Still never mind - I am not complaining one jot. It is great to be here for the Second Summer Youth Olympic Games and the event is running along just great. The whole event and the city's reaction to it feels just like all of the other 'Olympic' events I have been lucky enough to go to in my time.

In the first days I am here to broadcast as the sport of rugby sevens returns to the Olympic scene - and that all  is going well. My commentary colleague is a likable Englishman, the Birmingham-born Mark Tompkins. He and I are getting along like a house on fire; he listens patiently to my myriad of 'Back in the Good Old Days' stories while totally and utterly I rely on him to find our way through the maze and haze of life among eight million people. I just follow...

Here's how a typical day unfolds; (I feel like I've lived here a lifetime, honestly)

Mark and I meet in the foyer of the hotel at about 6.40am. We then catch the 6.50 bus from down the road a bit. We get off and change to another bus line and there we can settle back a little. The ride takes about 50 minutes! To the point where just when we are getting sick of sitting or standing our rugby arena rises out of the morning grey and mist to great us.

The rugby fields are part of a sports hub built especially for the Summer Youth Games. Situated 20 kilometres from town it is an amazing complex. There are arenas with grandstands, playing fields, BMX tracks, Volleyball courts of the indoor and beach variety, restaurant halls, medical rooms and hospitals, an admin block, a cycle track, walkways, weight rooms, gymnasia of all kinds; you name it is all here - and it is not the biggest Sports hub - IN THIS CITY - let alone the biggest in the country!

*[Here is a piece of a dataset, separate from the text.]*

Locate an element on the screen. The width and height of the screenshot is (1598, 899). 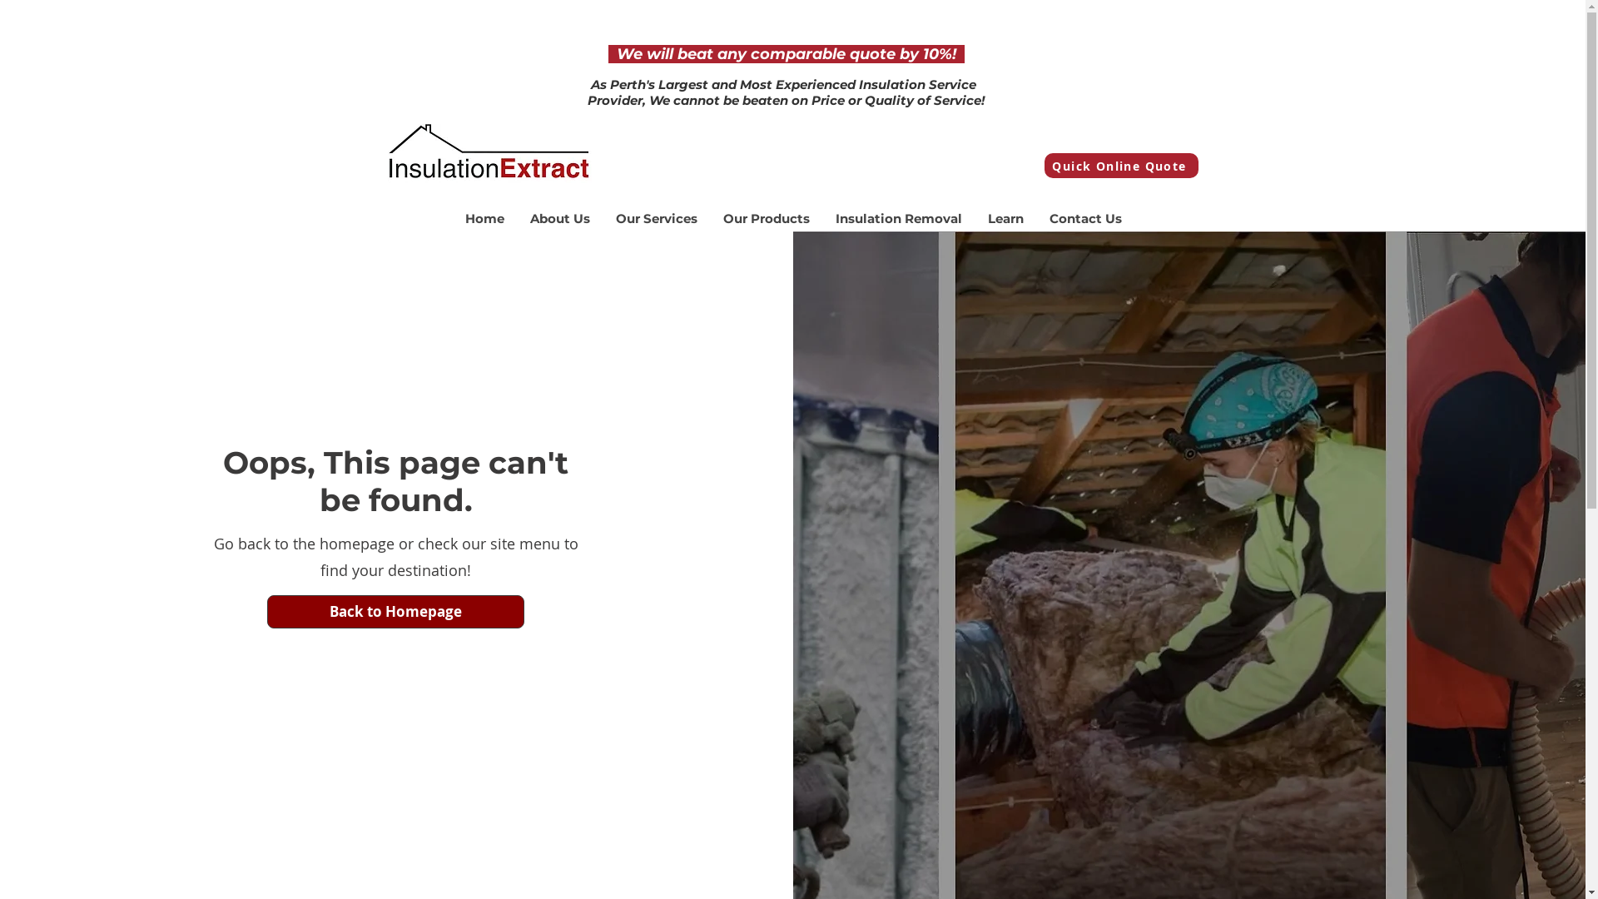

The rugby event is going so well I wonder if the NZRU is now looking at the Youth Olympic movement in a new light and is perhaps saying to itself - 'shouldn't we have found some monies to perhaps have found 12 promising boys and girls to have represented us in Nanjing in the rugby. (We did qualify to be here via our teams in Moscow last year). Instead now a dozen young Aussie kids will have learned how to merge themselves into the unique Olympic way and will perhaps therefore be better prepared than our kids at Rio in 2016?'

We shall see I guess.

In the meantime, let me try and file this on keithquinnrugby.com and I'll talk to you here tomorrow.

By the way; I'm picking China's women and Argentina's men to win the rugby gold medals here. With the Aussie girls right up there.

You see if I'm right here in two days time!

 .....

Comments 0

You cannot post comments until you have logged in.